Photograph by Cynthia
After watching the CNBC’s documentary video, “National Geographic Photographers,” you may wonder this question: Is it really worth almost killing yourself to take a single photograph?
Here is National Geographic wildlife photographer Nick Nichols standing in the middle of an African rainforest. His hands are covered by hundreds of crawling and flying bugs that keep invading into his eyes, ears and mouth despite his constant attempt to swipe them away. Bigger worms have dug into his feet – dug, literally – and a local guide has to help him dig those out again with a big needle. His legs are horrifying, too: There isn’t a single clean area left that hasn’t been bitten by various kinds of insects.
“Most of the time my job is not to take photos but to survive in the environment where I got my photos,” said Nichols.
Almost every National Geographic photographer is a one-man-band who is thrown into a strange world to figure out where to go, what to photograph and who to talk to by him or herself. Disease, danger, loneliness, fatigue, worries and frustrating pre-arrangement work are the photographers’ closest but haunting friends.
“Maybe the troubles are more glamorous,” photographer Jodi Cobb said and laughed, noting that her job is not really as romantic and cool as you might have imagined.
But what’s the point of putting oneself in such an awkward situation? You ask.
A number of National Geographic photographers would probably give you the same answer: “To capture the moment you might never see again in your life.”
William Allard pressed his shutter before his plane crashed onto the ground; Cobb stood on a moving train pulling half of her body outside the carriage; and Nichols took one last possible shot when his subject – a wild, angry and roaring elephant – started running toward him.
These are the moments that manifest National Geographic’s one-century-old, founding philosophy: The mind must see.
But seeing clearly and sharply human being’s personalities, lives, emotions, histories and conditions is not the whole goal Allard’s photos try to achieve - a group of south Asian girls dancing in a nightclub, a nude stripper shaking her body on a stage, and a prom-dressed blonde coming out of her luxury car - Allard wants his photos to move, smell and sound.
If these collages of human beings can present the mind with the opportunities to see what the self is like, then animals can probably tell the mind how to think the self.
Nichol’s wildlife photos completely abandon the previous static fashion. He incorporates the 60’s rock style so that his animals are singing, dancing, fighting and struggling, too – just like human beings.
“The static photos just don’t do the job, because the world is moving,” said Nichols.
Here is National Geographic wildlife photographer Nick Nichols standing in the middle of an African rainforest. His hands are covered by hundreds of crawling and flying bugs that keep invading into his eyes, ears and mouth despite his constant attempt to swipe them away. Bigger worms have dug into his feet – dug, literally – and a local guide has to help him dig those out again with a big needle. His legs are horrifying, too: There isn’t a single clean area left that hasn’t been bitten by various kinds of insects.
“Most of the time my job is not to take photos but to survive in the environment where I got my photos,” said Nichols.
Almost every National Geographic photographer is a one-man-band who is thrown into a strange world to figure out where to go, what to photograph and who to talk to by him or herself. Disease, danger, loneliness, fatigue, worries and frustrating pre-arrangement work are the photographers’ closest but haunting friends.
“Maybe the troubles are more glamorous,” photographer Jodi Cobb said and laughed, noting that her job is not really as romantic and cool as you might have imagined.
But what’s the point of putting oneself in such an awkward situation? You ask.
A number of National Geographic photographers would probably give you the same answer: “To capture the moment you might never see again in your life.”
William Allard pressed his shutter before his plane crashed onto the ground; Cobb stood on a moving train pulling half of her body outside the carriage; and Nichols took one last possible shot when his subject – a wild, angry and roaring elephant – started running toward him.
These are the moments that manifest National Geographic’s one-century-old, founding philosophy: The mind must see.
But seeing clearly and sharply human being’s personalities, lives, emotions, histories and conditions is not the whole goal Allard’s photos try to achieve - a group of south Asian girls dancing in a nightclub, a nude stripper shaking her body on a stage, and a prom-dressed blonde coming out of her luxury car - Allard wants his photos to move, smell and sound.
If these collages of human beings can present the mind with the opportunities to see what the self is like, then animals can probably tell the mind how to think the self.
Nichol’s wildlife photos completely abandon the previous static fashion. He incorporates the 60’s rock style so that his animals are singing, dancing, fighting and struggling, too – just like human beings.
“The static photos just don’t do the job, because the world is moving,” said Nichols.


◆ **PROBLEM**: Could you filter the records below and keep only the lines with the word "score"?

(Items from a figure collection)
+++++
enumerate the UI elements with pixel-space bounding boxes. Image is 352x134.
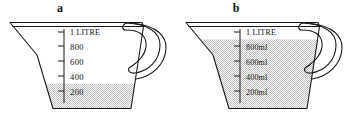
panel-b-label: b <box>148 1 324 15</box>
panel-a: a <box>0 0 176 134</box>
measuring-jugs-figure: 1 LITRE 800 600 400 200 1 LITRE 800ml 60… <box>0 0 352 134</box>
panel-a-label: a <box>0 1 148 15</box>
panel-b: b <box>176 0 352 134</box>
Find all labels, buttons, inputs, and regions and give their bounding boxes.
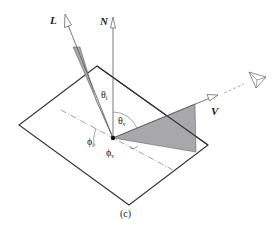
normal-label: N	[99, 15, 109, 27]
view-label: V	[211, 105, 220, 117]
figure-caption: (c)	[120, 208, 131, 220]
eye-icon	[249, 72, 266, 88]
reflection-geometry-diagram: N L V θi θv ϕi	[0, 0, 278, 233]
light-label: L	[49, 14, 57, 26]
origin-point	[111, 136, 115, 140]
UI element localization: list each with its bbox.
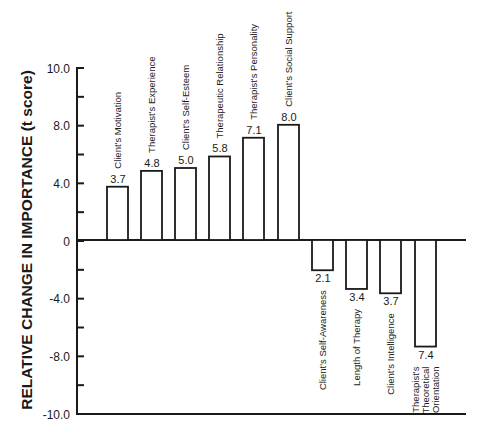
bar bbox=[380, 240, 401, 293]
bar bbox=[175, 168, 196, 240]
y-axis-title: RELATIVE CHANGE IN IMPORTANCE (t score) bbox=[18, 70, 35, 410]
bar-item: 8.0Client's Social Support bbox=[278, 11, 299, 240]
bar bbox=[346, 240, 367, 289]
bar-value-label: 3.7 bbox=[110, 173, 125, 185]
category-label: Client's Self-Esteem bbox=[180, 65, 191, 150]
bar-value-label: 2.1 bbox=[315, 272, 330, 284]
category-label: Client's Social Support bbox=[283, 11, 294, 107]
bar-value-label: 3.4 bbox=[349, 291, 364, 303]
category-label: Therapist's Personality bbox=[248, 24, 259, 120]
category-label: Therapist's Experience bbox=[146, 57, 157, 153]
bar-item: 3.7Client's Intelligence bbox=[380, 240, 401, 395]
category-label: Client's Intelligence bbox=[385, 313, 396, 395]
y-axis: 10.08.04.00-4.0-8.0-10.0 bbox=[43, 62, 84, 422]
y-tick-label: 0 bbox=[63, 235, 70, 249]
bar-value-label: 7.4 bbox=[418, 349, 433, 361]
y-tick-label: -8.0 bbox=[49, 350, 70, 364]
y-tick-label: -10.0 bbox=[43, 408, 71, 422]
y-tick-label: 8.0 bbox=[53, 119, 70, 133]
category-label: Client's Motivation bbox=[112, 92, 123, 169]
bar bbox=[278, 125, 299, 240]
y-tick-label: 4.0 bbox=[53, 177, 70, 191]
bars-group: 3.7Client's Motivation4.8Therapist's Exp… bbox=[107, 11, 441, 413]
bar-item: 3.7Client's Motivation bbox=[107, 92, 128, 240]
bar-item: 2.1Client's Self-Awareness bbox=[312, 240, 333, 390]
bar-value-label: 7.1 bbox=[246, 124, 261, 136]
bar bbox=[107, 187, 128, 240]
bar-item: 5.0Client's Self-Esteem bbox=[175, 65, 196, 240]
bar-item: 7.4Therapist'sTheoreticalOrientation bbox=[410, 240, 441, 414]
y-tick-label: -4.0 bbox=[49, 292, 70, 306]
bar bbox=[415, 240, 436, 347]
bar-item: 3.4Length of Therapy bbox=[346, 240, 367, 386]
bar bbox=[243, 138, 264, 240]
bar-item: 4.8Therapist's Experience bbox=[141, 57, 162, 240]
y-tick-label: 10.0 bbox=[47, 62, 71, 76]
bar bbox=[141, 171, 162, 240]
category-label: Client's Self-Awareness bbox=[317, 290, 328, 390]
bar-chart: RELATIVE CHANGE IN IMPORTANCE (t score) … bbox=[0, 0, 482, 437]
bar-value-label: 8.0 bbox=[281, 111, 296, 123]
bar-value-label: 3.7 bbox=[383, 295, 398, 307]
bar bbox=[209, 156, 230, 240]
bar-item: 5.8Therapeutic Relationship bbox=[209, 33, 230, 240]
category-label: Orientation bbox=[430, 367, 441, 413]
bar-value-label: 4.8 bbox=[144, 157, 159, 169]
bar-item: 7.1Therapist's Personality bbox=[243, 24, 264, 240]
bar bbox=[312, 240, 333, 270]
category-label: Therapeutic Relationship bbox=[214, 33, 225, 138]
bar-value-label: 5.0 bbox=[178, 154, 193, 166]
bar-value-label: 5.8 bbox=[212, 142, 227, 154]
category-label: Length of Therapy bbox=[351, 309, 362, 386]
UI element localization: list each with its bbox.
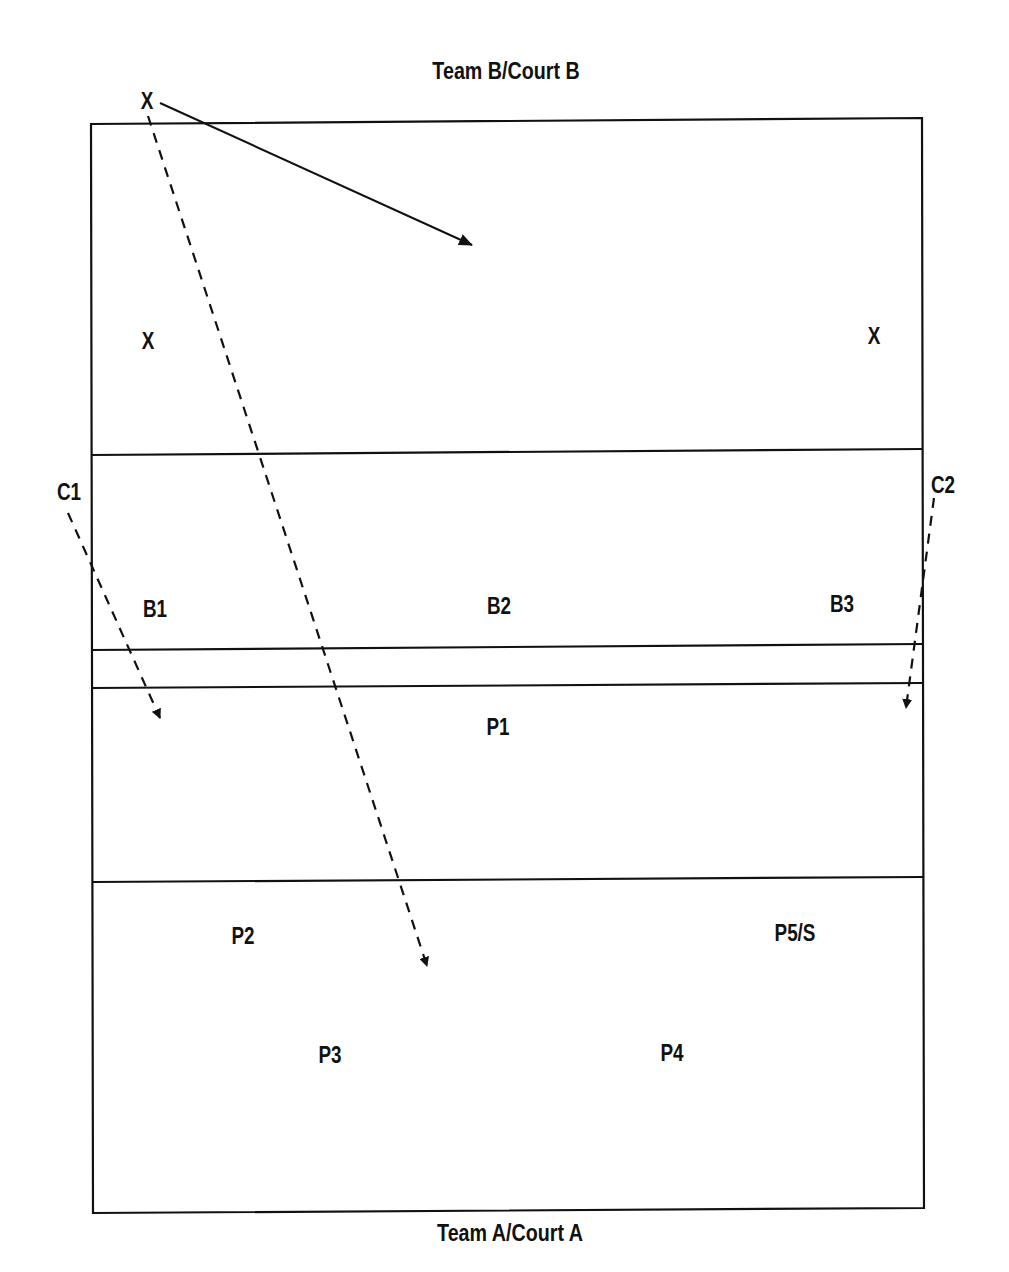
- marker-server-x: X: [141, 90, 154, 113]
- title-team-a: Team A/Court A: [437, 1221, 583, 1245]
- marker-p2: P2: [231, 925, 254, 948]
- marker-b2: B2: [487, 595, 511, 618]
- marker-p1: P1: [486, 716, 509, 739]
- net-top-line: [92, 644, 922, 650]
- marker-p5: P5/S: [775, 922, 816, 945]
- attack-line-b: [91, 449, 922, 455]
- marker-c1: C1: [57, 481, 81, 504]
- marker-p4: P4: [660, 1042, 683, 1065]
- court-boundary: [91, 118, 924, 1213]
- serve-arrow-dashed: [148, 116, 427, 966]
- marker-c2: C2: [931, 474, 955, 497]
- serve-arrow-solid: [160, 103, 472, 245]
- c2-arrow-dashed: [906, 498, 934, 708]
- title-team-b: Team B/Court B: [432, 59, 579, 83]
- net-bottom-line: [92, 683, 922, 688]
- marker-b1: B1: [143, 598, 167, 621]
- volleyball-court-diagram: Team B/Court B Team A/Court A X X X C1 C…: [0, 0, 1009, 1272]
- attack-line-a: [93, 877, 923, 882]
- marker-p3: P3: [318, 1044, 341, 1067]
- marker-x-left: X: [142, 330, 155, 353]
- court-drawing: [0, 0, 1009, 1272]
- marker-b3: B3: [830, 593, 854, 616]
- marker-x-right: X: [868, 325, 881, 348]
+++++
◆ **OUTPUT OF THE EXERCISE**:
y-axis-title: RELATIVE CHANGE IN IMPORTANCE (t score) bbox=[18, 70, 35, 410]
bar-chart: RELATIVE CHANGE IN IMPORTANCE (t score) … bbox=[0, 0, 482, 437]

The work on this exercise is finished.